The much older but rival Peoples Democratic Party (PDP) is almost perpetually in the eye of the storm. Nearly all its national chairmen have left office involuntarily since it was formed in 1998. The expectation, therefore, is for the APC to face the same tempest, and in fact to flounder, and eventually collapse.

But there’s a big difference between the two political parties. And that difference is one man. Muhammadu Buhari. He is the centripetal force in APC, a strong unifier, which PDP lacks.

The APC at creation needed a rallying force. Buhari, who became the presidential candidate, and has won elections twice, is that force. Hugely respected, admired and adored, he is the centre that holds the party together. And he has earned the respect he commands, through decades of commitment to integrity, personal example, and accountability. That is who (or what) the PDP lacks. And it’s the fundamental difference between the two parties.

I’ve heard it often said gleefully by the opposition: Buhari won’t be on the APC ticket again in 2023, the automatic 12 million votes won’t be there. Let’s see how the APC wins. Let’s even see how the party survives till then.

After the National Convention on Saturday, the APC would likely disappoint a lot of ill wishers. The party would be together, cohesive, and ready to make further conquests in the general elections next year.

Series of meetings have been held in the past weeks, chaired by President Buhari, in order to ensure that the centre holds. Yes, the party has been seriously rocked. But tell me which human organisation that doesn’t have issues. APC has had problems scheduling its Convention, it has had a litany of litigations, there have been fractures, fissures, claims and counter claims to leadership positions, but one man has made the difference. Muhammadu Buhari. Each time he intervenes, calm is restored, order returns. And that is what the other political parties lack. A central figure, whom they all defer to.
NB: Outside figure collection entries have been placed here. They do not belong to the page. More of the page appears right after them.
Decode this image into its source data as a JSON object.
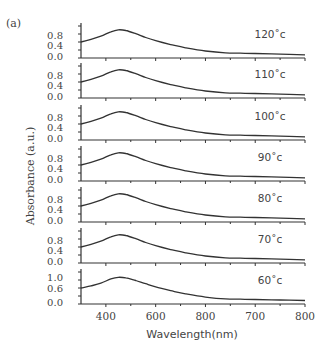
{
  "panel_label": "(a)",
  "y_axis_label": "Absorbance (a.u.)",
  "x_axis_label": "Wavelength(nm)",
  "x_tick_labels": [
    "400",
    "600",
    "800",
    "700",
    "800"
  ],
  "colors": {
    "line": "#333333",
    "text": "#444444"
  },
  "chart_data": {
    "type": "line",
    "title": "",
    "xlabel": "Wavelength(nm)",
    "ylabel": "Absorbance (a.u.)",
    "xlim": [
      350,
      800
    ],
    "x_tick_labels_rendered": [
      "400",
      "600",
      "800",
      "700",
      "800"
    ],
    "x": [
      350,
      370,
      390,
      410,
      425,
      440,
      460,
      480,
      500,
      530,
      560,
      600,
      640,
      670,
      700,
      750,
      800
    ],
    "panels": [
      {
        "name": "120°c",
        "label": "120˚c",
        "ytick_labels": [
          "0.8",
          "0.4",
          "0.0"
        ],
        "ylim": [
          0,
          1.0
        ],
        "values": [
          0.5,
          0.58,
          0.68,
          0.82,
          0.88,
          0.86,
          0.76,
          0.64,
          0.54,
          0.42,
          0.32,
          0.22,
          0.16,
          0.15,
          0.14,
          0.12,
          0.1
        ]
      },
      {
        "name": "110°c",
        "label": "110˚c",
        "ytick_labels": [
          "0.8",
          "0.4",
          "0.0"
        ],
        "ylim": [
          0,
          1.0
        ],
        "values": [
          0.5,
          0.58,
          0.68,
          0.82,
          0.88,
          0.86,
          0.76,
          0.64,
          0.54,
          0.42,
          0.32,
          0.22,
          0.16,
          0.15,
          0.14,
          0.12,
          0.1
        ]
      },
      {
        "name": "100°c",
        "label": "100˚c",
        "ytick_labels": [
          "0.8",
          "0.4",
          "0.0"
        ],
        "ylim": [
          0,
          1.0
        ],
        "values": [
          0.5,
          0.58,
          0.68,
          0.82,
          0.88,
          0.86,
          0.76,
          0.64,
          0.54,
          0.42,
          0.32,
          0.22,
          0.16,
          0.15,
          0.14,
          0.12,
          0.1
        ]
      },
      {
        "name": "90°c",
        "label": "90˚c",
        "ytick_labels": [
          "0.8",
          "0.4",
          "0.0"
        ],
        "ylim": [
          0,
          1.0
        ],
        "values": [
          0.5,
          0.58,
          0.68,
          0.82,
          0.88,
          0.86,
          0.76,
          0.64,
          0.54,
          0.42,
          0.32,
          0.22,
          0.16,
          0.15,
          0.14,
          0.12,
          0.1
        ]
      },
      {
        "name": "80°c",
        "label": "80˚c",
        "ytick_labels": [
          "0.8",
          "0.4",
          "0.0"
        ],
        "ylim": [
          0,
          1.0
        ],
        "values": [
          0.5,
          0.58,
          0.68,
          0.82,
          0.88,
          0.86,
          0.76,
          0.64,
          0.54,
          0.42,
          0.32,
          0.22,
          0.16,
          0.15,
          0.14,
          0.12,
          0.1
        ]
      },
      {
        "name": "70°c",
        "label": "70˚c",
        "ytick_labels": [
          "0.8",
          "0.4",
          "0.0"
        ],
        "ylim": [
          0,
          1.0
        ],
        "values": [
          0.5,
          0.58,
          0.68,
          0.82,
          0.88,
          0.86,
          0.76,
          0.64,
          0.54,
          0.42,
          0.32,
          0.22,
          0.16,
          0.15,
          0.14,
          0.12,
          0.1
        ]
      },
      {
        "name": "60°c",
        "label": "60˚c",
        "ytick_labels": [
          "1.0",
          "0.6",
          "0.0"
        ],
        "ylim": [
          0,
          1.2
        ],
        "values": [
          0.6,
          0.68,
          0.78,
          0.94,
          1.0,
          0.98,
          0.88,
          0.76,
          0.64,
          0.5,
          0.38,
          0.26,
          0.19,
          0.18,
          0.17,
          0.15,
          0.13
        ]
      }
    ],
    "grid": false,
    "legend": "inline temperature labels at upper right of each panel"
  }
}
No seniority or respect among puppies.

On Wednesday, while suing for peace and unity at a meeting with the Governors elected on the platform of the party, President Buhari said they needed to be careful, maintain a united front, so that a certain party does not “get its dirty hands on Government again, and return us to the Stone Age.” True.

The President went down memory lane, telling the story of how APC emerged from a coalition of Congress for Progressive Change (CPC), Action Congress of Nigerians (ACN), All Nigerian Peoples Party (ANPP), and part of All Progressives Grand Alliance (APGA). He then declared: “The party that had thought it would rule forever got a rude shock, when we won the free and fair polls of 2015. That party was defeated, and they are still dispersed, and will remain so.”
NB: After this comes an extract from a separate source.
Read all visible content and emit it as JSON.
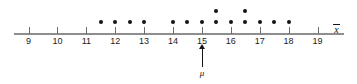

The President said he was pleased to see all the Governors standing together, “to solve our political problems.”

He gave glory to God that Nigerians re-elected APC in 2019, and expressed the hope that APC would hand over “to an APC government at the centre, and the great majority of States.”
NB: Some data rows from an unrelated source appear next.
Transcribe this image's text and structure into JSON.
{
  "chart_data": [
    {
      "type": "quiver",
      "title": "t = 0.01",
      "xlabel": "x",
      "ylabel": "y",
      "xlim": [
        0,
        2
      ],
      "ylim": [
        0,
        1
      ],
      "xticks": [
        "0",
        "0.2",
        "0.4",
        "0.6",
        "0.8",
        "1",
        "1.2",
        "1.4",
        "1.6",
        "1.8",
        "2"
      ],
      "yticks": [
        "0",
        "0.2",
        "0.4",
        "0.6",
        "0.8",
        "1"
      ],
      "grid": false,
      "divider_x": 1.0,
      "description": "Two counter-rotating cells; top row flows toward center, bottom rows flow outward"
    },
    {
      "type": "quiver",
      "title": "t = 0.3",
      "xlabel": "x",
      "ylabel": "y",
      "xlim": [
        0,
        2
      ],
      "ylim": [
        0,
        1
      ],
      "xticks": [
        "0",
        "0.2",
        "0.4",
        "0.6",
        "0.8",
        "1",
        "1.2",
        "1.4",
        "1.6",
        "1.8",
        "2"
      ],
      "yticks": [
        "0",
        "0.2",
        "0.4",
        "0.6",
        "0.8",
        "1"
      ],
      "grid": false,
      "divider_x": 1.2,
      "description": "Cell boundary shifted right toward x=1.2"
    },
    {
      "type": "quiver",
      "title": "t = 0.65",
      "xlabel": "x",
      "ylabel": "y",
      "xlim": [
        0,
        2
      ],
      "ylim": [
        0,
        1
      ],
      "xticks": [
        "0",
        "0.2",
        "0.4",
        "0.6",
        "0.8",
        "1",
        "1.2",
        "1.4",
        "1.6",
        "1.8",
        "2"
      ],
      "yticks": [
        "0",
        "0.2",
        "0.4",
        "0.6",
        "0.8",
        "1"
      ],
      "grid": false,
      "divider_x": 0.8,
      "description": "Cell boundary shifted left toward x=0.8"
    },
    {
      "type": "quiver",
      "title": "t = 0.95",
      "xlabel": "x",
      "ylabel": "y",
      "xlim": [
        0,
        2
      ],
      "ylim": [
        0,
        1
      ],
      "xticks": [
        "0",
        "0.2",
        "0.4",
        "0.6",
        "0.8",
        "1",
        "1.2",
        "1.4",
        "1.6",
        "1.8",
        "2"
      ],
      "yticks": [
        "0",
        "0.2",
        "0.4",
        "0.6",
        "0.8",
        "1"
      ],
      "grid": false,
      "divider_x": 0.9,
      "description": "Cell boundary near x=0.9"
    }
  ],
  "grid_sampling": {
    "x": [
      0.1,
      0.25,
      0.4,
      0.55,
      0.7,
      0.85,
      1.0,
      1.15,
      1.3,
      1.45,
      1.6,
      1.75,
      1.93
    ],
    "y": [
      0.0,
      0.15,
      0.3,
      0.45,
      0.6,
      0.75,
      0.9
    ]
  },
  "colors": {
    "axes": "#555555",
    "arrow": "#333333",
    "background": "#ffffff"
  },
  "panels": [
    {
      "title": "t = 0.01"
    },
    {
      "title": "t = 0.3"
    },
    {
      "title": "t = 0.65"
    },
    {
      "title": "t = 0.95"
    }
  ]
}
You may say; but the Convention has not even held yet. Why are you jubilating already? Never abuse an alligator till you have safely crossed the river. Well, gut feeling tells me that the APC will suffer no rupture. No schism, implosion or explosion. It will come out of the Convention as right as rain. Millions would rejoice round the country, while some minority would be like King Lear at his worst.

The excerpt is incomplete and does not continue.